Mr Kornfeld's email also forwarded a case-report form. The document's properties appear to show this was created only two days previously, and had been modified by a different Lundbeck employee. Mr and Mrs Kornfeld no longer work at Lundbeck and neither responded to requests for comment. Anders Gersel Pedersen, Lundbeck's executive vice-president for drug development, agreed that Mr Kornfeld was a consultant at the time but said nobody at Lundbeck, to the best of the company's knowledge, had known about the Russian Arbacom trial.

The BIJ was unable to contact anyone from Arbacom, which does not appear to have been named as a sponsor of any published research before or since. The bureau uncovered further connections between Lundbeck and Arbacom. While the Arbacom trial was under way, Lundbeck entered into a research contract for an epilepsy drug with another Russian company.

In 2006 and 2007, when the Cipralex trial was being carried out, Lundbeck negotiated a research contract for an epilepsy treatment, VLB01, with the Russian firm Valexpharm. Documents seen by the bureau attach a value of $2m to the deal. Mr Kornfeld and Alexander Postnov, who were acknowledged in the Clinical Therapeutics paper about the Cipralex trial, were sent the contract. It is not clear who Mr Kornfeld was working for at this time, but Mr Postnov was using his Arbacom email address. Valexpharm appears in some listings at the same address as Arbacom, and Valexpharm appears to have registered Arbacom's telephone numbers. Another employee apart from Mr Postnov appears to have worked for both firms.

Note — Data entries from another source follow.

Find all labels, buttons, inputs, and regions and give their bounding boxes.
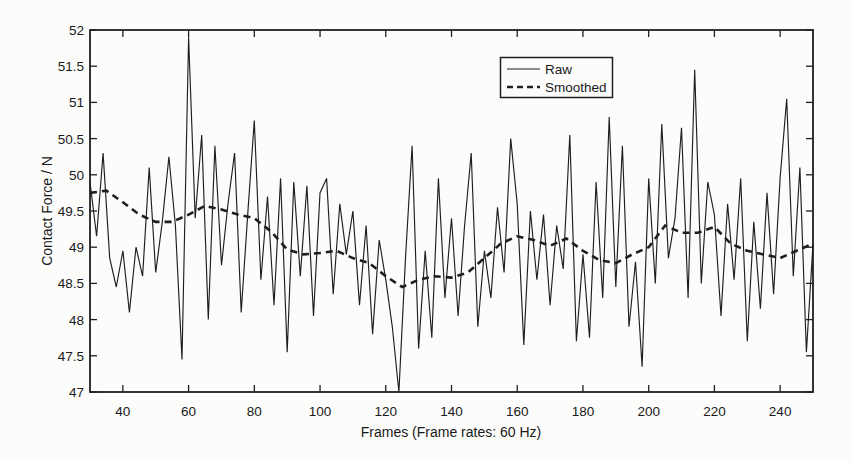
raw-series-line [90,37,813,392]
y-tick-label: 50 [69,168,84,183]
y-tick-label: 47 [69,385,84,400]
contact-force-chart: 406080100120140160180200220240 4747.5484… [0,0,852,462]
y-tick-label: 47.5 [58,349,84,364]
x-tick-label: 180 [572,404,595,419]
plot-box [90,30,813,392]
y-tick-label: 50.5 [58,132,84,147]
y-tick-label: 49 [69,240,84,255]
x-tick-label: 80 [247,404,262,419]
y-axis-title: Contact Force / N [39,156,55,266]
x-tick-label: 140 [440,404,463,419]
y-tick-label: 49.5 [58,204,84,219]
x-tick-label: 220 [703,404,726,419]
x-tick-label: 240 [769,404,792,419]
x-tick-label: 60 [181,404,196,419]
x-tick-label: 40 [115,404,130,419]
y-tick-label: 52 [69,23,84,38]
legend-smoothed-label: Smoothed [545,80,607,95]
x-tick-label: 200 [637,404,660,419]
y-tick-label: 48 [69,313,84,328]
x-tick-label: 100 [309,404,332,419]
y-tick-labels: 4747.54848.54949.55050.55151.552 [58,23,84,400]
legend: Raw Smoothed [501,58,613,98]
x-tick-label: 120 [375,404,398,419]
legend-raw-label: Raw [545,62,572,77]
y-tick-label: 48.5 [58,276,84,291]
x-tick-label: 160 [506,404,529,419]
y-tick-label: 51.5 [58,59,84,74]
x-tick-labels: 406080100120140160180200220240 [115,404,791,419]
figure-canvas: 406080100120140160180200220240 4747.5484… [0,0,852,462]
data-series [90,37,813,392]
y-tick-label: 51 [69,95,84,110]
axis-ticks [90,30,813,392]
x-axis-title: Frames (Frame rates: 60 Hz) [361,424,541,440]
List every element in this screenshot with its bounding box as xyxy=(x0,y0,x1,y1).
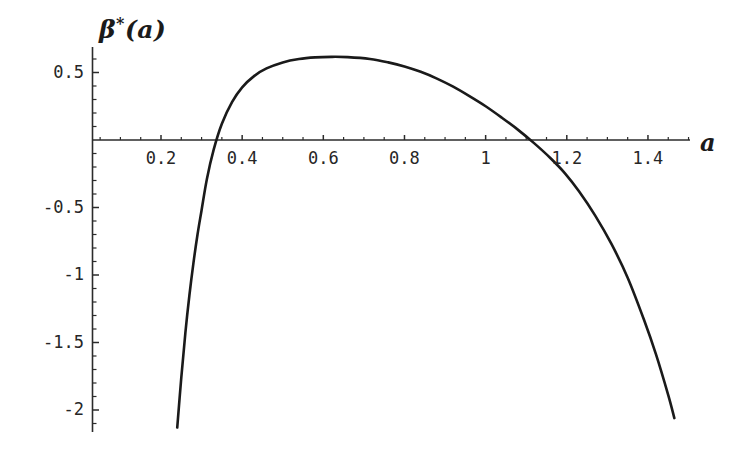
x-tick-label: 0.6 xyxy=(283,148,363,168)
y-axis-major-ticks xyxy=(93,73,100,411)
x-axis-label: a xyxy=(700,128,716,157)
y-tick-label: -1 xyxy=(0,264,84,284)
plot-figure: β*(a) a 0.20.40.60.811.21.4 0.5-0.5-1-1.… xyxy=(0,0,748,459)
x-tick-label: 1.4 xyxy=(608,148,688,168)
x-tick-label: 0.2 xyxy=(121,148,201,168)
beta-star-curve xyxy=(177,57,674,428)
x-tick-label: 0.8 xyxy=(364,148,444,168)
y-axis-label-argument: (a) xyxy=(125,15,166,44)
y-tick-label: 0.5 xyxy=(0,62,84,82)
chart-canvas xyxy=(0,0,748,459)
x-tick-label: 0.4 xyxy=(202,148,282,168)
y-tick-label: -0.5 xyxy=(0,197,84,217)
y-tick-label: -2 xyxy=(0,399,84,419)
y-axis-label: β*(a) xyxy=(99,14,166,44)
x-tick-label: 1 xyxy=(446,148,526,168)
y-tick-label: -1.5 xyxy=(0,332,84,352)
x-tick-label: 1.2 xyxy=(527,148,607,168)
y-axis-label-star: * xyxy=(116,14,125,33)
y-axis-label-beta: β xyxy=(99,15,116,44)
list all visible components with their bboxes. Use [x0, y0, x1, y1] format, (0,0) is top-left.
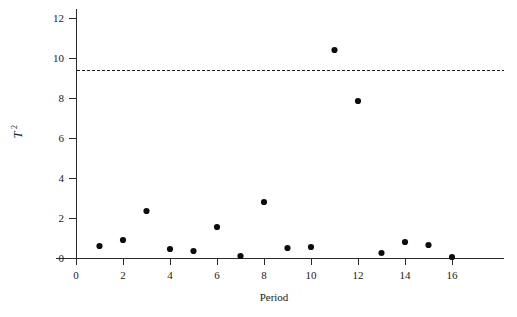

A spokeswoman for Sistema, Valexpharm's parent company at the time of the trial, denied that Arbacom was related to Sistema in any way.

However, Valexpharm's current chief executive Alexander Bakhutashvili, a former president of Valexpharm's immediate parent company Binnopharm, described Arbacom as a "partner generic company".

Mr Pedersen insisted that there was "absolutely no linkage" between the epilepsy drug contract and Arbacom's Cipralex trial. He said Arbacom had been trying to prove that Cipralex and Cipramil were identical, with the aim of producing a cheaper version of the former. When the results came out proving the clear superiority of Cipralex, he said, Arbacom offered to sell the data to Lundbeck. "We told them to publish," Mr Pedersen said. The company ended up paying for Arbacom's data, he added, but this was its only involvement in the trial. "Regulators prefer studies done by pharmaceutical companies because they are rigorous," Mr Pedersen said. "There was no reason at all for us to be involved with the Arbacom trial."

But questions remain over whether Cipralex represents good value for money to the NHS. The drug has been cited as an example of "evergreening" – a strategy manufacturers use to extend the life of a drug patent. When a drug is about to go off-patent, which would allow it to be copied and sold in a cheaper generic form, the company slightly alters the chemical make-up of its drug and files a new patent. This version is then protected and sold as a new drug, although it often contains similar ingredients to the old one.

Cipramil's patent expired in 2002, at a time when it accounted for 80 per cent of Lundbeck's revenues. Just before this, Lundbeck released Cipralex on to the market. In an article in the British Medical Journal, a senior cardiologist argued: "When resources are limited, giving one patient an expensive drug with no added value when cheaper alternatives exist stops other patients getting treatments they need."

Lundbeck rejected suggestions of "evergreening" in the case of Cipramil and Cipralex. "That is simply not the case," said Mr Pedersen.

A spokeswoman from the Department of Health said: “We are modernising the NHS so we can give patients better access to the medicines they need. That is why we are changing the way drugs are priced to ensure they offer value for money.

“Doctors should be able to focus on what matters most - achieving the best health outcomes for their patient. Value-based pricing will ensure that the price the NHS pays for medicines is based on an assessment of their value, looking at the benefits for the patient, unmet need, therapeutic innovation and benefit to society as a whole.”